On Wednesday, the New York Times skirted its normal editorial policy and allowed a senior official in the Trump administration to write an anonymous op-ed essay titled “I Am Part of the Resistance Inside the Trump Administration.” The official explains in their essay that there is a contingent of administration officials who have “vowed to thwart parts” of Trump’s agenda and “his worst inclinations.”
Currently, much of social media is devoting time and effort into trying to figure out just who the anonymous author is, but there is a more important issue that needs to be addressed.
Why hasn’t this person gone to Congress with what they know, informing them that the president is unfit for office.
That Trump is unfit is not a secret to anyone who watches or reads the news on a daily basis. His behavior on Twitter alone reflects lacks basic professionalism, civility and decorum.
This administration official is hiding behind anonymity because their job “would be jeopardized” by the disclosure of their identity. They requested to remain anonymous, and the Times obliged them.
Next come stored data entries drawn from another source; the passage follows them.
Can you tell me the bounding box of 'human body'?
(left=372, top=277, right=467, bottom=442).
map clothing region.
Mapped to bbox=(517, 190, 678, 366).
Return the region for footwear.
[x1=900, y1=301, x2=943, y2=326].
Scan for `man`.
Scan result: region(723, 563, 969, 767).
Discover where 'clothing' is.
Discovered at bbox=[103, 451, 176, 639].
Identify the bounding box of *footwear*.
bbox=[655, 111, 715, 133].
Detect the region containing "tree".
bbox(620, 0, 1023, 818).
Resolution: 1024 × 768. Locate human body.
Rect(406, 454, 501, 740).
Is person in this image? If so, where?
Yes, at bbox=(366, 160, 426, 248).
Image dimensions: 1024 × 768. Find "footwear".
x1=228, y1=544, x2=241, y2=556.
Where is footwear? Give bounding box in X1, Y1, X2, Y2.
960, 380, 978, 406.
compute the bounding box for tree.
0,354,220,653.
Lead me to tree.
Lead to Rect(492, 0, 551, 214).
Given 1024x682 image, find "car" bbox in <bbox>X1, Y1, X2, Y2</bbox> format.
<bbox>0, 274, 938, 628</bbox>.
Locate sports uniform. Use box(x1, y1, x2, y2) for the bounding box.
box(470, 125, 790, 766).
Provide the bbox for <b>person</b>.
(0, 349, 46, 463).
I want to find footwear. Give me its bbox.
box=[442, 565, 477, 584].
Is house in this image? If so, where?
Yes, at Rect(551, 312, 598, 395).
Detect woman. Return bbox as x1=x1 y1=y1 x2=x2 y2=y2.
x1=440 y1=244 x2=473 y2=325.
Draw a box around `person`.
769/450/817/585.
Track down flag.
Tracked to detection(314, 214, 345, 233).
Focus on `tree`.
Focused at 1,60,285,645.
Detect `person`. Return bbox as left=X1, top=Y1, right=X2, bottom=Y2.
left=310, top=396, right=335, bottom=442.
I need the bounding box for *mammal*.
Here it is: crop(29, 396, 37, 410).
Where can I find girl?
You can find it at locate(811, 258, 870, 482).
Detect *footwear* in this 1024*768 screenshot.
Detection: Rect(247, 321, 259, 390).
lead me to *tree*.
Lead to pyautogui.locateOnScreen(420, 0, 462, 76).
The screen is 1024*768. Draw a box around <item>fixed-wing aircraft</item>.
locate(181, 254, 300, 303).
First of all, you are not part of the “resistance” if you are hiding behind anonymity. The biggest tool the resistance has is its voice, and the louder the better.
The cowardice in this act is summed up by the official in their very own fourth paragraph in which they say the resistance they are a part of “is not the popular ‘resistance’ of the left. We want the administration to succeed and think that many of its policies have already made America safer and more prosperous.”
This administration has put forth dangerous, racist, xenophobic policies that are harmful to the American people. There is nothing safe or prosperous about that. So what you are really saying is you believe in the policies that the president has set forth, but you just don’t like him personally. While you may agree with his policy decisions, the way that he goes about them is a bad look, and that is what you object to. Anonymously or not, that is a dangerous hill to die on.
“That is why many Trump appointees have vowed to do what we can to preserve our democratic institutions while thwarting Mr. Trump’s more misguided impulses until he is out of office,” the official wrote.
Again, the “resistance” as you call it should be making a concerted effort to remove Trump from office. This is not a “wait and see” type of situation. This is a situation that needs an immediate remedy—and that remedy can only be the removal of this cancer from our nation’s highest public office.
You cannot at once call the president “amoral” and declare him to be without “principles” in his decision making but then be hesitant to move on that information.
No, the true intention of this editorial is revealed in the paragraph goes as follows:
Although he was elected as a Republican, the president shows little affinity for ideals long espoused by conservatives: free minds, free markets and free people. At best, he has invoked these ideals in scripted settings. At worst, he has attacked them outright.
You are not concerned about this country or the people who live in it; you are offended by a man who doesn’t care what anyone thinks—not even you—and you wrote a long essay to do nothing more than insult him.
You have revealed no new information here. You haven’t opened the eyes of America to anything we all didn’t already know or think on our own. And when you’re inevitably outed, some will look at you as a hero. You are not. You are not someone we should look up to.
In fact, you are functioning much in the same way as the president you attempt to lambast in your piece. You are hurling insults, calling names and making a bunch of negative declarative statements—all without offering any possible solution that would help the American people out of this situation we find ourselves in.
I have solved the mystery of who wrote this op-ed, and if I am wrong, I will gladly apologize.
I believe the author of this op-ed is white and full of privilege, because this essay epitomizes everything that is wrong with our current administration and government.
The privileged white members of this administration are perfectly fine with Trump’s policies that separate children from their families, his xenophobic travel bans, the removal of healthcare coverage from people who need it, and the continued coddling of the gun lobby. The only thing they take issue with is his boorish personality, which they find offensive.
That is the whitest shit ever.
Whiteness wins once again, and everyone else suffers.
Trump won votes based on his offensive attitudes and campaign promises—which white people were totally OK with because they weren’t impacted by them.
This author and those who think like this author are only upset because Trump is allowing everyone in the world to get a glimpse of what is really under the hood in America. It was OK when it was secret and done in privacy by other administrations.
That this president goes on Twitter and television and everywhere else to proudly proclaim his bigotry is something they can’t tolerate because they don’t want to be tainted by it.
It’s all that they care about.
This op-ed is completely disingenuous. It is a lie that perpetuates an ongoing lie—that our government officials have our best interests at heart. They don’t.
This op-ed is sanctimonious in a specifically white way that which holds decorum over principle and intent over effect.
The very fact that the author requested to remain anonymous proves that they place a higher importance on keeping their job than they do on effecting any sort of helpful change.
Everyone in this administration is complicit at this point. If you are not actively working to remove Trump from office, then your op-ed is self-serving at best and an insult to the intelligence of the American people at worse.
You want to be a part of the “resistance”?
Come out of the closet. Call him out openly. Let us know what is really happening behind closed doors in the West Wing.
In the words of the prophet Mo’Nique: name names or keep it on the playground.
Otherwise you are just as full of shit as the man you work for.